Records for this exercise:
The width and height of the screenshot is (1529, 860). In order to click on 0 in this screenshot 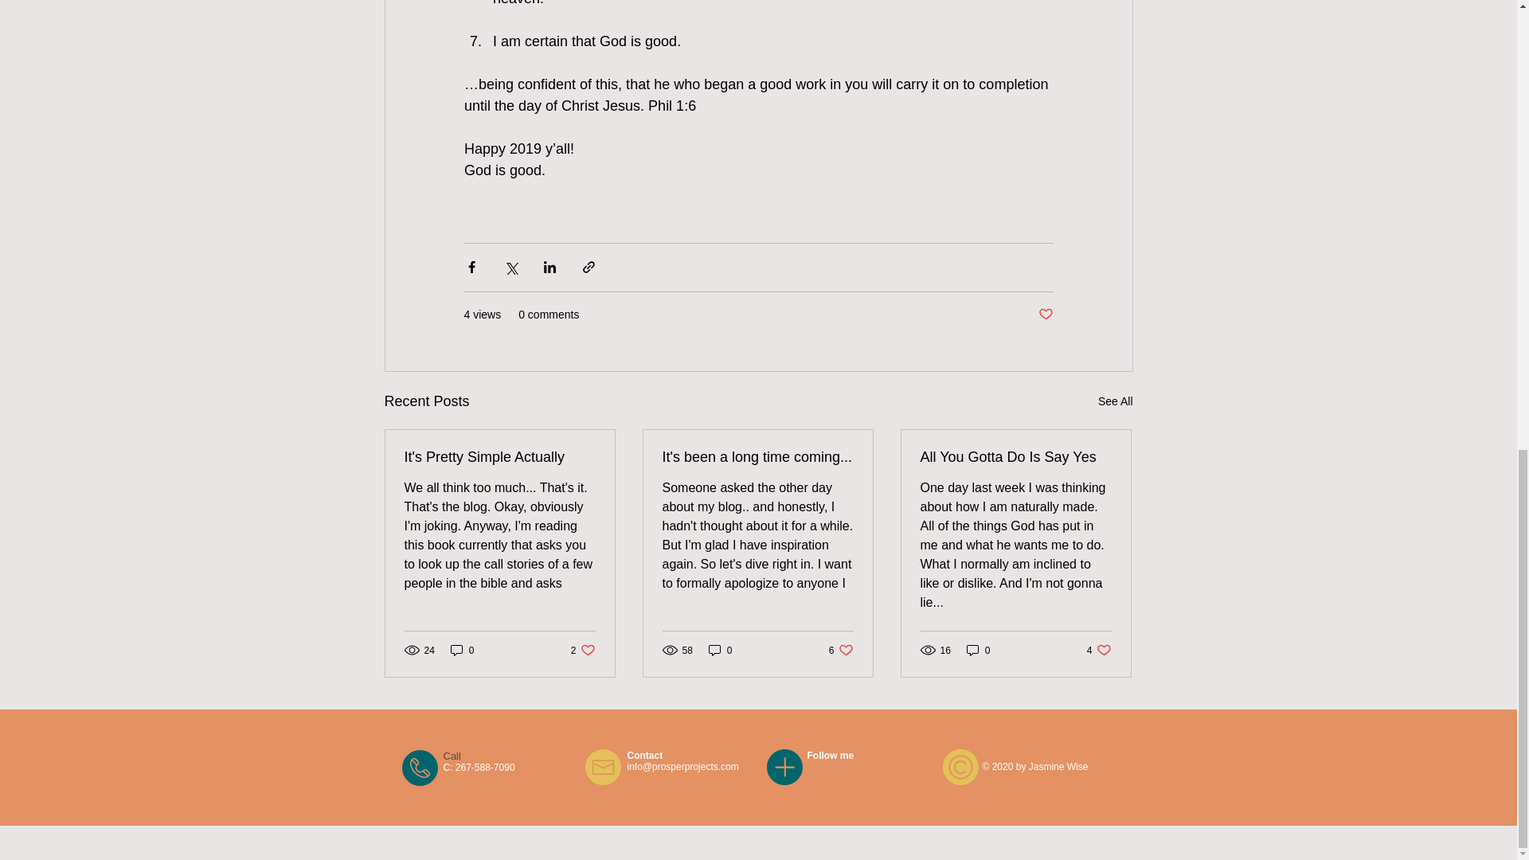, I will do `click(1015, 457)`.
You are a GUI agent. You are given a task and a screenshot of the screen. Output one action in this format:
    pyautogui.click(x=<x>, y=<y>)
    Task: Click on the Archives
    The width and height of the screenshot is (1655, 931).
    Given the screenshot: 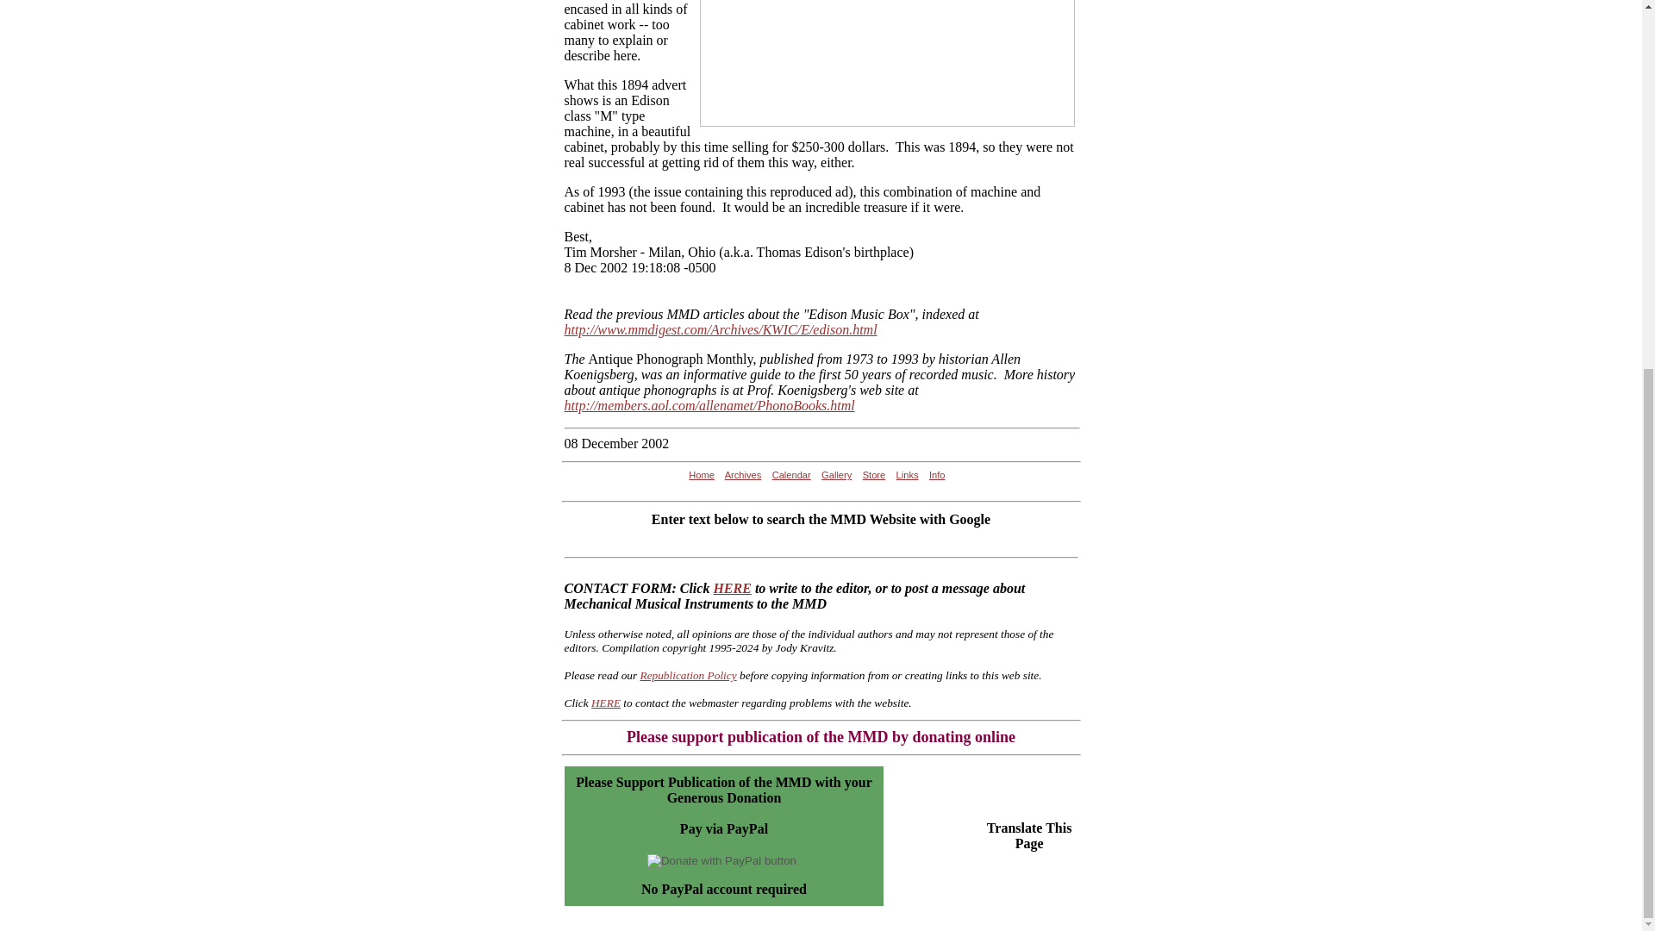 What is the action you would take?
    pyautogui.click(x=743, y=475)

Activity: Where the listing above reaches the line that contains "You are a GUI", start retyping, and finish with the line that contains "The width and height of the screenshot is (1655, 931)."; reproduce those lines exactly and no others.

Problem solution:
You are a GUI agent. You are given a task and a screenshot of the screen. Output one action in this format:
    pyautogui.click(x=<x>, y=<y>)
    Task: Click on the Archives
    The width and height of the screenshot is (1655, 931).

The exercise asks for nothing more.